Editor’s Note: This was originally published for FANGORIA on Originally published November 19, 2013, and we’re proud to share it as part of The Gingold Files.
Itโs not often that a disc documentary featurette begins with all the key participants dissing the film in question, but the revelatory honesty on this key supplement makes it worth checking out Blue Undergroundโs Blu-ray/DVD combo of the disappointing Maniac Cop 3: Badge of Silence.
For this new edition, being released simultaneously with Maniac Cop 2 (see review here), franchise regular William Lustig had his directing credit replaced with perennial pseudonym โAlan Smithee,โ and itโs not hard to see why. Returning screenwriter Larry Cohenโs basic scenario certainly has possibilities, mixing his trademark sociopolitical jabs (at not just police corruption but TV news manipulation) into a Bride of Maniac Cop-esque storyline in which undead Matt Cordell (Robert ZโDar) appoints himself the murderous guardian of comatose young cop Kate Sullivan (Gretchen Becker). She gets that way after a shootout captured by a couple of unscrupulous cameramen (Bobby DiCicco and Frank Pesce), who edit the footage to make it appear as if she killed an innocent hostage. Also hospitalized after the incident, druggie thug Jessup (Jackie Earle Haley) sues the city and the police department. Investigating all this as well as Cordellโs latest butchery is Cop 2 hero Sean McKinney (Robert Davi), who shares an overemphasized romantic subplot with his doctor, Susan Fowler (Caitlin Dulany).
Cohenโs scripts have always been busy with eccentric supporting characters, but here there are so many, involved in so many disparate storylines (unlike in Cop 2, Cordell and the secondary psycho never meet/team up), that the movie isnโt able to build up a head of steam, and awkward crosscutting between them doesnโt help. Maniac Cop 3 gives the impression that its creators have run out of ideas about what to do with their central villain, who largely hangs around in the background for at least the first half of the film. The cast is certainly packed with Lustigโs typical stable of fun, familiar faces (in addition to the pre-comeback Haley et al., Robert Forster, Julius Harris and Paul Gleason turn up); itโs just a shame that they come off in large part as distractions from what should be the true star.

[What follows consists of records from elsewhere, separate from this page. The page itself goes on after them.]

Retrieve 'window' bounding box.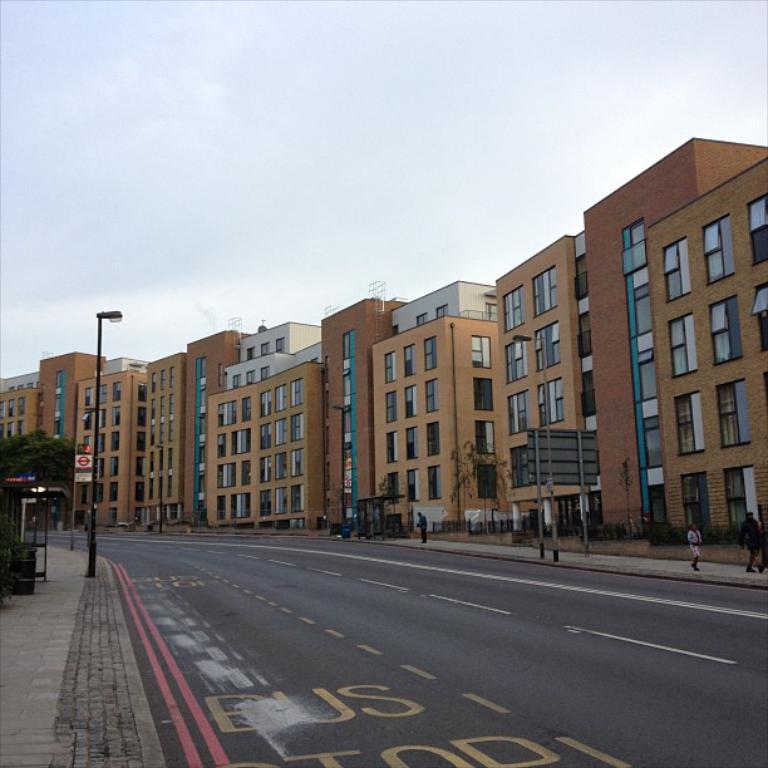
Bounding box: box=[575, 312, 594, 358].
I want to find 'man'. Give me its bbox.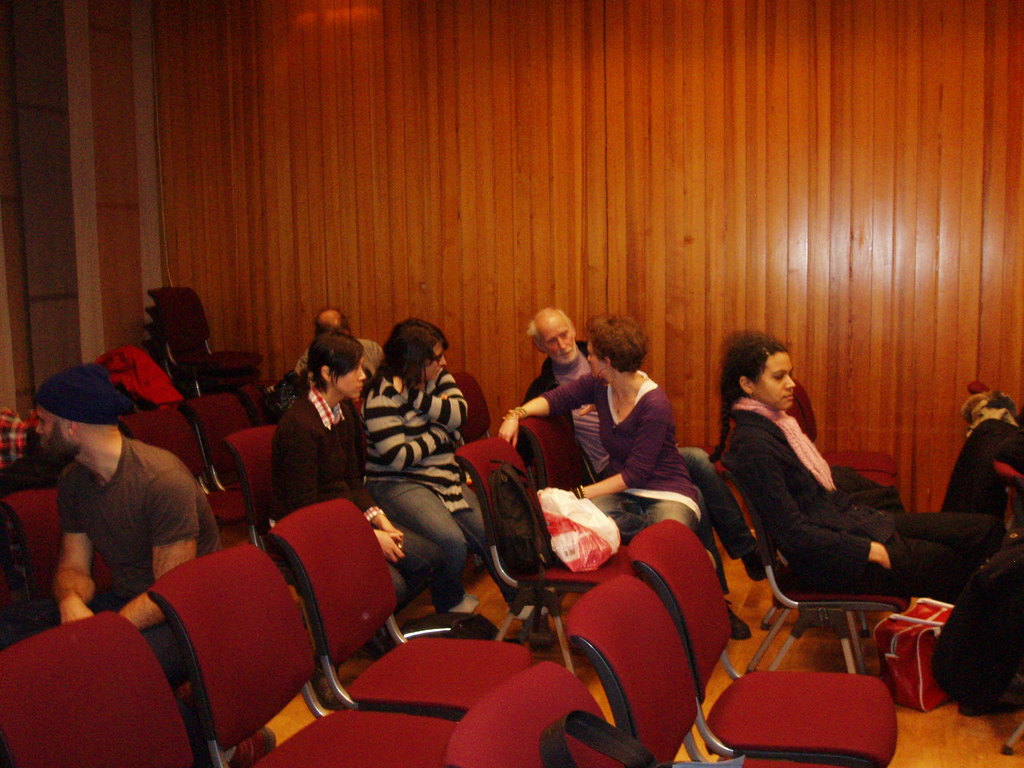
select_region(289, 308, 386, 377).
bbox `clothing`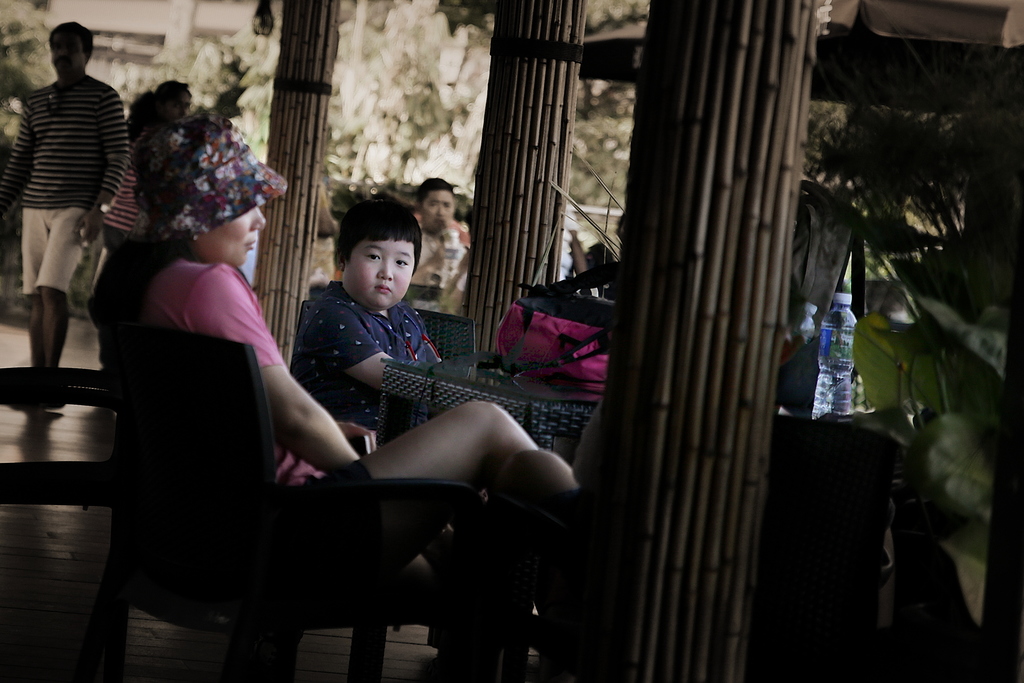
[left=101, top=126, right=145, bottom=247]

Lustig and stunt coordinator/2nd-unit director Spiro Razatos manage to rally for a couple of impressive full-burn/car-chase setpieces during the final reels, suggesting how much better things might have turned out if the focus had been kept more on Cordell as opposed to the people heโs stalking and those tracking him.

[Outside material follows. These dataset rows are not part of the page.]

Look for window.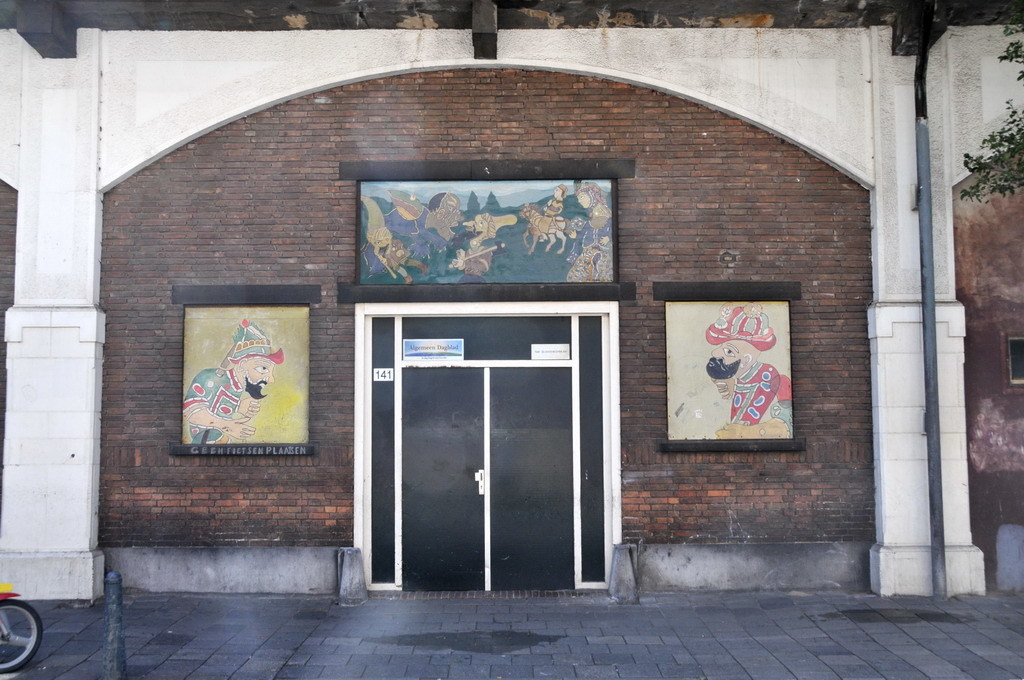
Found: {"x1": 183, "y1": 305, "x2": 311, "y2": 453}.
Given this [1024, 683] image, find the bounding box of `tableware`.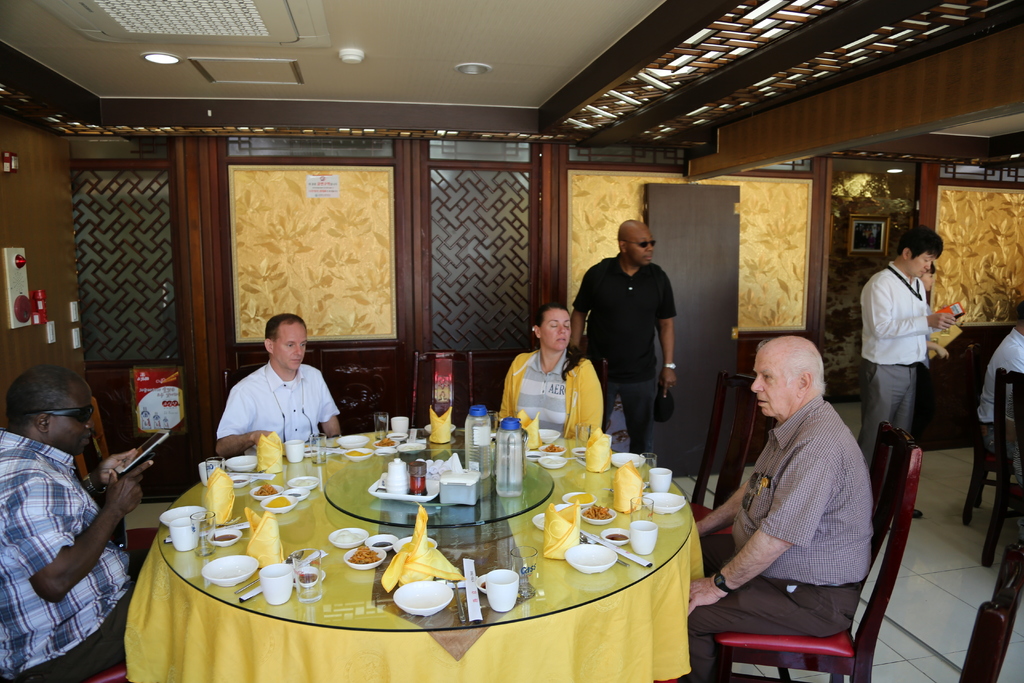
x1=366, y1=472, x2=437, y2=502.
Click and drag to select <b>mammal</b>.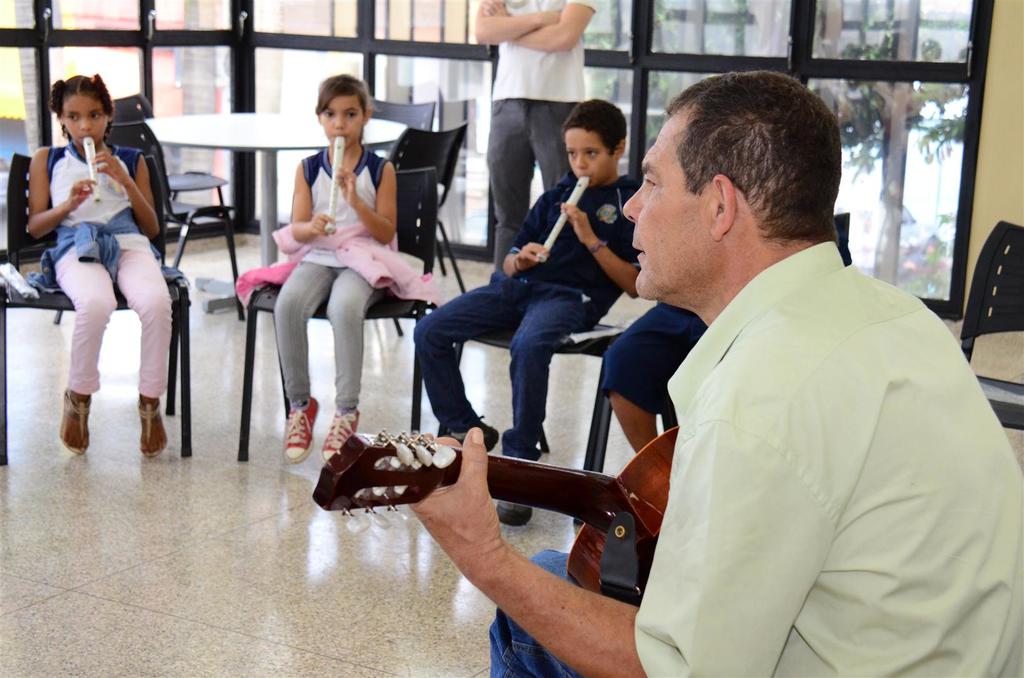
Selection: crop(245, 67, 444, 462).
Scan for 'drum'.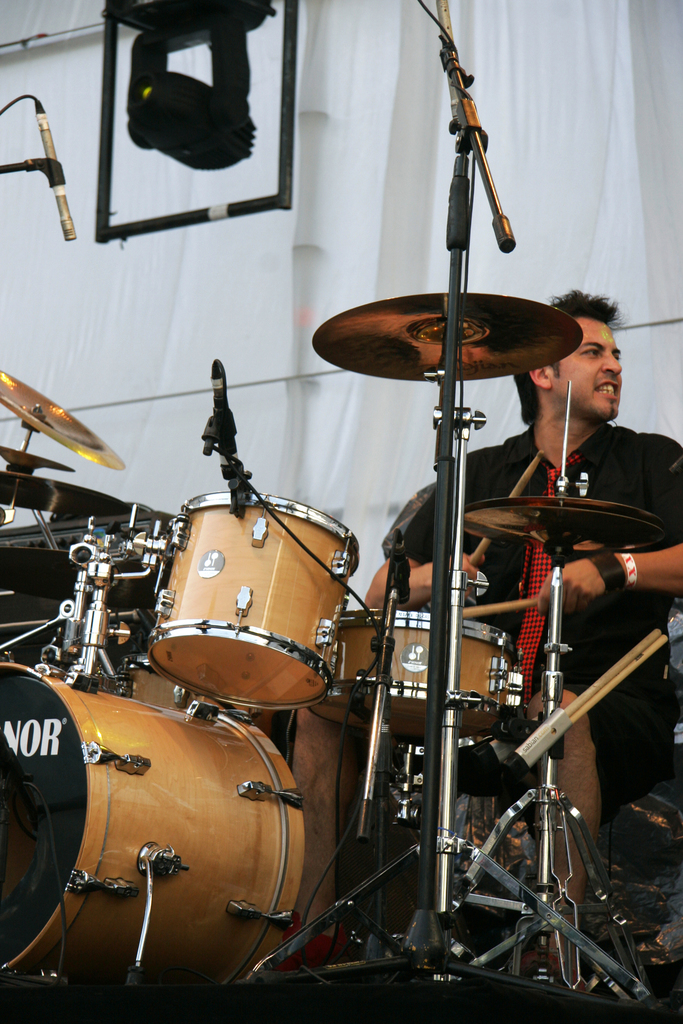
Scan result: bbox(100, 652, 272, 738).
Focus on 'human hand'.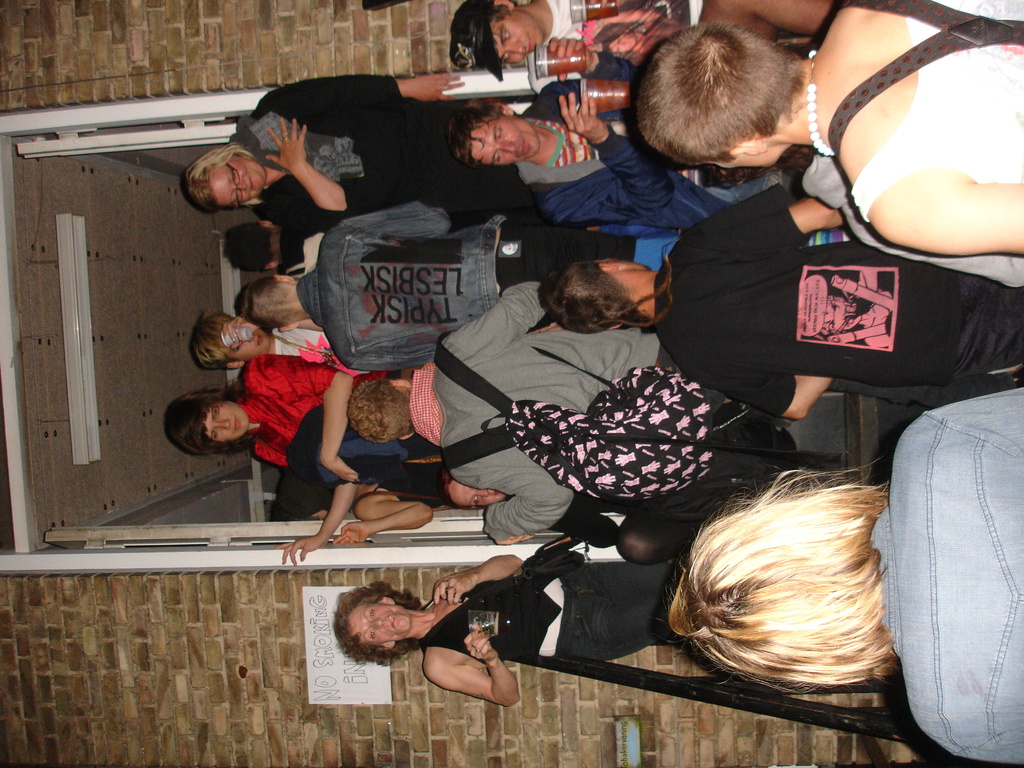
Focused at <bbox>412, 68, 467, 103</bbox>.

Maniac Cop 3 is so overstuffed plotwise that itโs a surprise when, in the 25-minute โWrong Arm of the Lawโ making-of piece, producer Joel Soisson claims that the movieโs first cut ran only 51 minutes. Thatโs just one of the many bones of contention aired by Soisson, Lustig and Cohen over the course of the segment, a juicy he-said/he-said/he-said in which the participants are both candid and willing to take their share of the responsibility for the mess that is this sequel. Lustig wound up departing the project in post (this writer recalls seeing the directorโs cut of the key chase scene at a Fango convention back in the day, and it played better and more exciting than the version in the movie itself), Cohen says the producers kept changing their minds and Soisson claims Cohen left the writing till the last minute and was going to dictate the script over the phone. Yet the overall vibe is less one of acrimony than of regret that the assorted principals couldnโt get their acts together to make a better movie. Surprisingly, the cast members interviewed recall little evidence of the behind-the-scenes turmoil, and some profess to liking the finished product.

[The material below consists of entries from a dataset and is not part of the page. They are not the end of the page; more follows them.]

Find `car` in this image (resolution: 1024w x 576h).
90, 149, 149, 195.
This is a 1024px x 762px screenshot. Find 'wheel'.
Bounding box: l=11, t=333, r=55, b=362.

The 2.35:1 transfer is pretty much as impressive as that on Cop 2, with rich colors and blacks and a razor-sharp picture, backed by solid DTS-HD Master Audio and Dolby Digital Surround stereo tracks; this is being sold as the โUnrated Version,โ though the differences from the R-rated original release are negligible. Other extras include deleted/extended scenes, most involving character beats but also a longer variation on the โWedding Nightmareโ; a photo/poster/promo art gallery thatโs significantly smaller than that seen on the Cop 2 disc; a trailer; and text screens of Cohenโs original synopsis for Cop 3, rejected by the Japanese financiers because it featured a black hero (a Haitian-born detective with a voodoo background). Once youโve read it, youโll likely find yourself wishing they could have gone with this storyline, which incorporates not just a Bride but a Son of Maniac Cop as well.